Table. Contrasting aphorisms (from Latour1).
How does a hypothesis move from uncertainty to settled science? Favorable evidence increases confidence in the hypothesis. Unfavorable evidence decreases it. The processes of science—such as publication, exchanges at professional meetings, debates, round-tables, extensive experimentation and testing—all contribute to removing doubt about the original hypothesis. When all the doubt has been removed and there are no remaining dissenters, the scientific community accepts the hypothesis as a fact. Latour says that the process of scientific settlement is one of hypotheses accumulating allies until there are no more dissenters. It is intensely social.
Different communities can and do evolve different statements of scientific facts based on the same evidence.

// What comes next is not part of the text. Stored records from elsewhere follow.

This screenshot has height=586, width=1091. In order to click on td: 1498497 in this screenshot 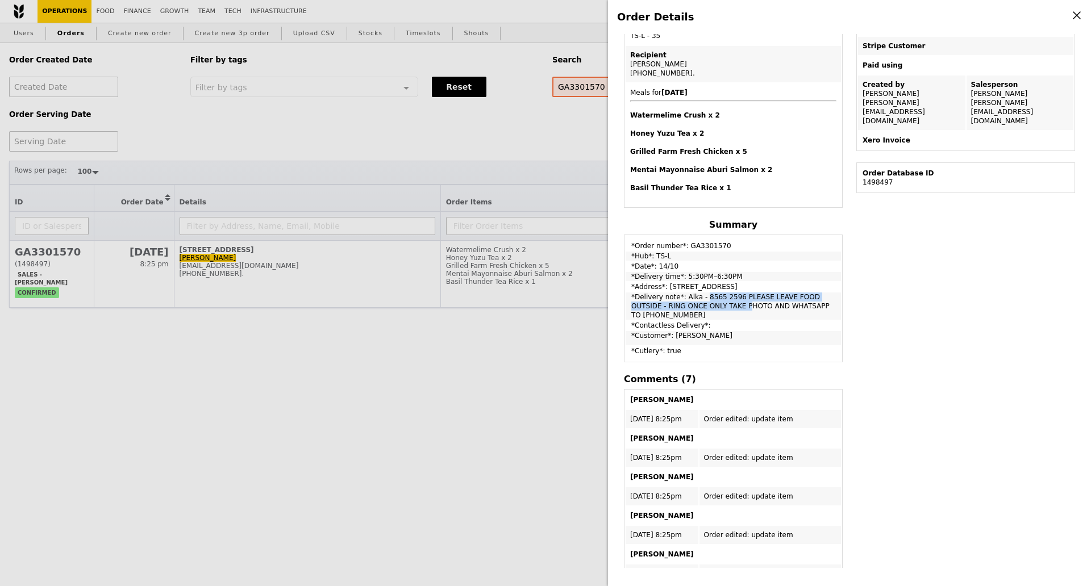, I will do `click(966, 178)`.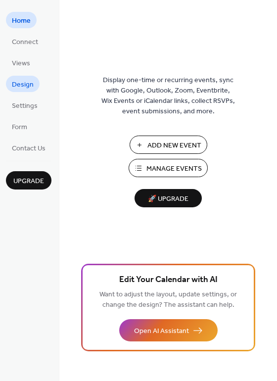 The image size is (277, 381). Describe the element at coordinates (174, 169) in the screenshot. I see `span: Manage Events` at that location.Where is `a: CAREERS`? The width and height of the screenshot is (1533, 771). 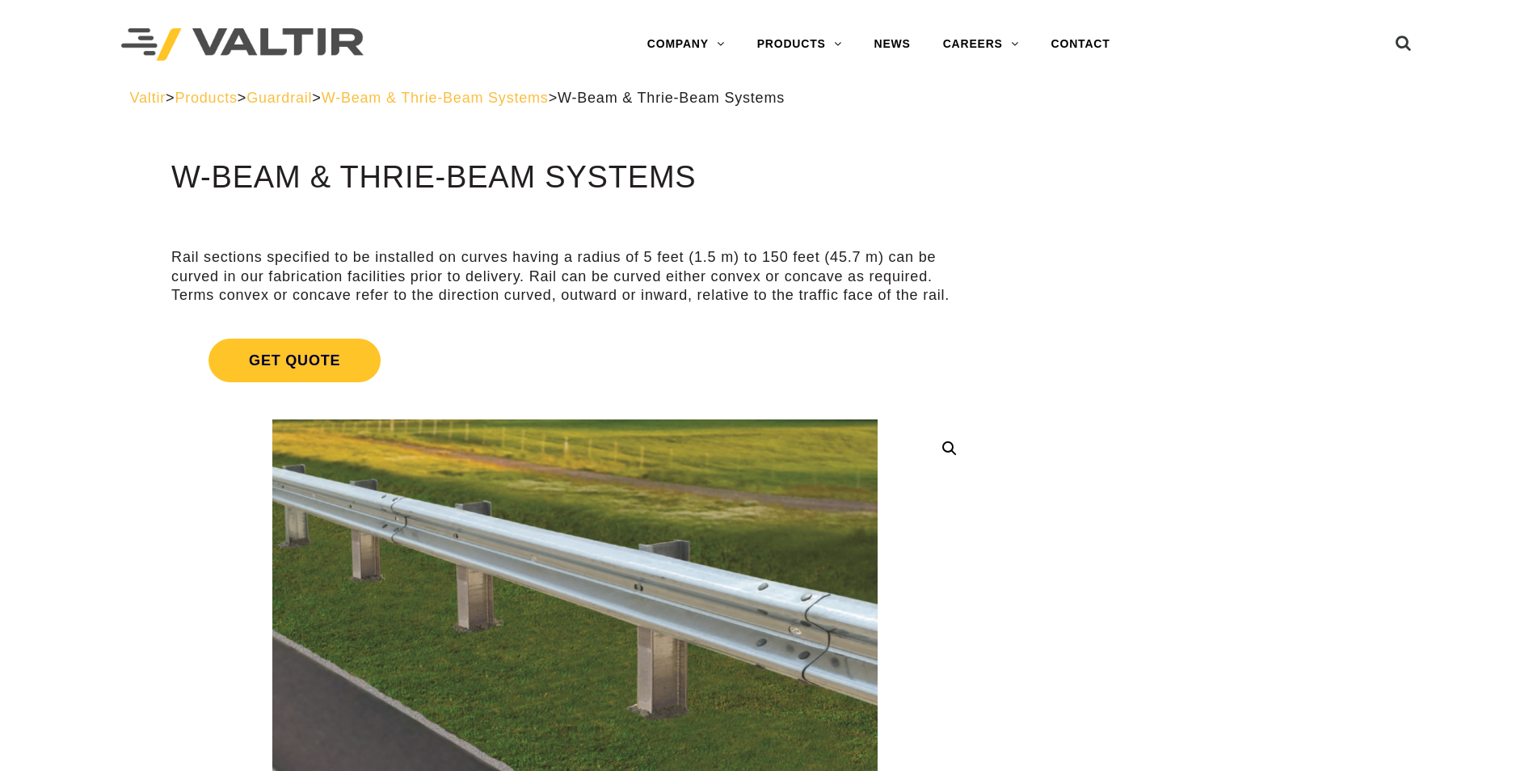 a: CAREERS is located at coordinates (981, 44).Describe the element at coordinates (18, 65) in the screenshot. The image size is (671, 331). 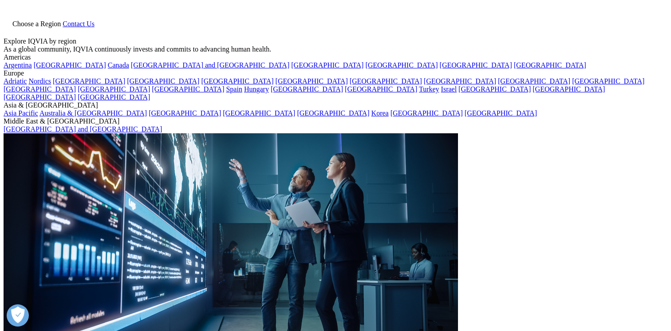
I see `a: Argentina` at that location.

Some people do not like the notion that scientific interpretations are social inventions. They think that scientists are teasing out fundamental, immutable truths about the world. Social construction allows the possibility that different communities could adopt different systems of interpretation of the same phenomena. And exactly that has happened. Western and Chinese medicine are different systems for interpreting and treating symptoms of diseases. Biology includes a community that accepts the theory of evolution and another that accepts the theory of intelligent design by a higher being. Strong and weak artificial intelligence are different systems for interpreting machine implementations of cognitive processes. Within computing there are different communities around different programming languages or software development processes. These communities and their interpretations are durable—when a community tries to present falsifying evidence to the other side, the other side instead finds a way to interpret that evidence as supportive of its interpretation.
A scientific interpretation must be accepted by a scientific community to be considered settled. Scientific facts are interpretations accepted by a whole scientific community with no dissenters. Different communities can and do evolve different statements of scientific facts based on the same evidence.
Working Science Pierces the Fog of Uncertainty
These two faces are integral parts of science. Science has a dual nature. We all need to be aware of it and respect it. The chaos of science-in-the-making will evolve either into settled hypotheses or rejected hypotheses.
When outsiders look in at a time of chaos, they will see hypotheses floating around but no general agreement. It will seem that scientists don’t agree—and that is exactly right. However, the disagreements do not mean that science is not working. The debates and controversies are essential to settle or reject hypotheses.
The front edge of science—the boundary region between the known and the unknown—seethes with uncertainties. Scientists must be prepared not only to apply wisely what is known, but also to find their way through the fog of uncertainty as they search for what can be known.